Faith, Sexuality, and the God Who Doesn't Offer Easy Answers
The conversation about homosexuality and Christian faith has produced enormous amounts of heat and very little light. What does it actually look like to hold biblical conviction and genuine love for real people at the same time?
I know a man who sat in a church pew for twenty-three years before he told anyone the truth about himself. Here's what the Bible has been saying about homosexuality faith for two thousand years. Every Sunday he sang the hymns, served on committees, taught Sunday school. And carried a secret that he believed would end his belonging if it were known. When he finally told his pastor, the pastor asked him to leave the church quietly. He hasn't been back to any church since. That was eleven years ago.
I also know a family whose teenage son came out to them last year. They love their son with everything they have. They also believe what the Bible says, to be clear, about human sexuality. They are living inside a tension that doesn't resolve easily, and most of what the church has given them — whether the progressive "just affirm everything" or the conservative "just pray it away" — has not helped them.
Start With the Text
Romans 1:26-27 is among the clearest New Testament passages on this subject. Paul, writing to Christians in Rome around 57 AD, lists same-sex sexual activity among the consequences of humanity's rejection of God: "Because of this, God gave them over to shameful lusts. Even their women exchanged natural sexual relations for unnatural ones. In the same way the men also abandoned natural relations with women and were inflamed with lust for one another."
Consider this. This passage cannot be honestly read as saying anything other than what the historic church has always understood it to say. The Greek word para phusin — "against nature" — was not a flexible term in Paul's world. He is describing something he considers a departure from God's design.
What Scripture Is Really Saying About Homosexuality
Paul's argument against all of humanity
Context isn't the same as excuse, but context matters enormously here. Paul isn't writing a treatise on sexual ethics. Romans 1 is building a case — that all of humanity, Jew and Gentile alike, has turned from God and is in desperate need of the gospel. By the time you reach Romans 3, Paul has indicted everyone. The person who nods along smugly at chapter one's list of sins finds themselves included by chapter three: "There is no one righteous, not even one."
This means that Romans 1 can't be weaponized as a special condemnation of gay people without doing violence to the whole letter's argument. Paul isn't creating a hierarchy of sinners. He is describing a world that has collectively turned away from its Creator, and same-sex sexual activity appears in that list alongside greed, envy, murder, gossip, and disobedience to parents.
The church's inconsistent treatment
The biblical witness is consistent that God designed sexual union for a man and a woman in covenant marriage. That is a real conviction I hold and won't pretend otherwise. But consistency also requires acknowledging that the church has treated this particular sin as uniquely disqualifying in ways it has never treated gossip or greed — and that inconsistency has caused profound damage.
The Reading That Asks More of You
For some people, same-sex attraction doesn't go away after prayer, counseling, or conversion. This isn't a failure of faith. The New Testament knows about desires that persist and require ongoing mortification — Paul describes his own struggle in Romans 7. Celibacy is a legitimate, honored calling in Scripture, not a consolation prize.

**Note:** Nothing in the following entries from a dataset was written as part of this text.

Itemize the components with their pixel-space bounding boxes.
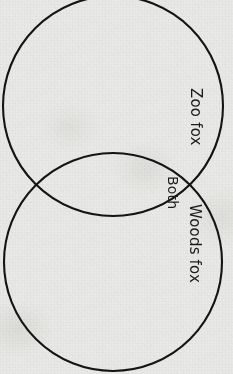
label-woods-fox: Woods fox [186,204,204,283]
label-zoo-fox: Zoo fox [187,88,205,146]
venn-diagram-page: Zoo fox Both Woods fox [0,0,233,374]
venn-circles-svg [0,0,233,374]
label-both: Both [165,176,181,209]
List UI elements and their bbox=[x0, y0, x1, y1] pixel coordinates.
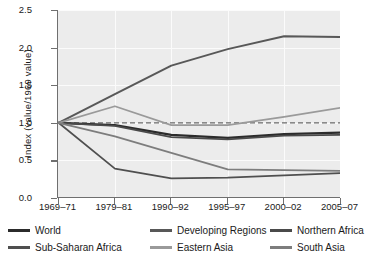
x-tick-mark bbox=[283, 198, 284, 204]
legend-label: Northern Africa bbox=[297, 226, 364, 236]
y-tick-mark bbox=[51, 85, 57, 86]
line-chart: Index (value/1969 value) 0.00.51.01.52.0… bbox=[0, 0, 375, 265]
y-tick-label: 1.0 bbox=[0, 118, 32, 128]
series-line-south-asia bbox=[59, 123, 341, 171]
y-tick-mark bbox=[51, 160, 57, 161]
y-tick-label: 0.5 bbox=[0, 155, 32, 165]
x-tick-mark bbox=[114, 198, 115, 204]
legend-item-world[interactable]: World bbox=[8, 222, 61, 239]
legend-label: Sub-Saharan Africa bbox=[35, 243, 122, 253]
legend-row: WorldDeveloping RegionsNorthern Africa bbox=[8, 222, 368, 239]
legend-swatch-icon bbox=[8, 229, 30, 231]
legend-item-northern-africa[interactable]: Northern Africa bbox=[270, 222, 364, 239]
y-tick-mark bbox=[51, 48, 57, 49]
legend-label: South Asia bbox=[297, 243, 345, 253]
y-tick-label: 2.0 bbox=[0, 43, 32, 53]
legend-label: Developing Regions bbox=[177, 226, 267, 236]
legend-item-south-asia[interactable]: South Asia bbox=[270, 239, 345, 256]
legend-label: Eastern Asia bbox=[177, 243, 233, 253]
legend-swatch-icon bbox=[8, 246, 30, 248]
legend-item-sub-saharan-africa[interactable]: Sub-Saharan Africa bbox=[8, 239, 122, 256]
y-tick-mark bbox=[51, 123, 57, 124]
x-tick-mark bbox=[58, 198, 59, 204]
chart-legend: WorldDeveloping RegionsNorthern AfricaSu… bbox=[8, 222, 368, 262]
legend-swatch-icon bbox=[150, 229, 172, 231]
y-tick-label: 1.5 bbox=[0, 80, 32, 90]
series-svg bbox=[58, 10, 340, 197]
y-tick-label: 2.5 bbox=[0, 5, 32, 15]
legend-item-developing-regions[interactable]: Developing Regions bbox=[150, 222, 267, 239]
plot-area bbox=[57, 10, 340, 198]
x-tick-mark bbox=[227, 198, 228, 204]
x-tick-mark bbox=[170, 198, 171, 204]
y-tick-mark bbox=[51, 198, 57, 199]
plot-inner bbox=[58, 10, 340, 197]
legend-row: Sub-Saharan AfricaEastern AsiaSouth Asia bbox=[8, 239, 368, 256]
y-tick-mark bbox=[51, 10, 57, 11]
legend-item-eastern-asia[interactable]: Eastern Asia bbox=[150, 239, 233, 256]
legend-swatch-icon bbox=[270, 246, 292, 248]
legend-swatch-icon bbox=[270, 229, 292, 231]
legend-swatch-icon bbox=[150, 246, 172, 248]
x-tick-mark bbox=[340, 198, 341, 204]
legend-label: World bbox=[35, 226, 61, 236]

At the same time, the church has sometimes been so afraid of affirming what it considers sin that it has become a place where people can't be honest about their struggles. A community where people can't tell the truth isn't a community where healing happens.
The people most hurt by the church's failures on this issue aren't abstractions. They are real people who wanted Jesus and were told, implicitly or explicitly, that they had to fix themselves first.
How to Hold This Day to Day
Learn to hold conviction and compassion at the same time. These aren't opposites. Jesus held both consistently. He called the woman at the well to a different life, but he spoke to her first, asked her for water, and treated her like a person when her whole community wouldn't.
If someone trusts you with this part of their story, start by listening. Not listening for the moment to correct, but listening because the person in front of you matters more than winning a theological argument. You can hold your convictions and still hear someone fully.
Stop making this the most important issue. If you interact with someone who is gay and the first or primary thing they sense from you is your position on homosexuality, something has gone wrong. People are more than their sexuality.
For parents of gay children: your relationship with your child isn't a casualty you have to accept in order to hold your convictions. Both things matter. You can love your child without endorsing everything — and how you love them now will determine whether they're willing to keep talking to you at all.
A Prayer
God, this is hard territory and I don't always know how to walk it well. Forgive me for the times I've let theological correctness become a substitute for actual love. Forgive me also for the times I've let the fear of being called unloving make me dishonest about what I believe, to be clear,. Help me to see people the way you see them — fully known, fully loved, and never beyond the reach of your grace. Amen.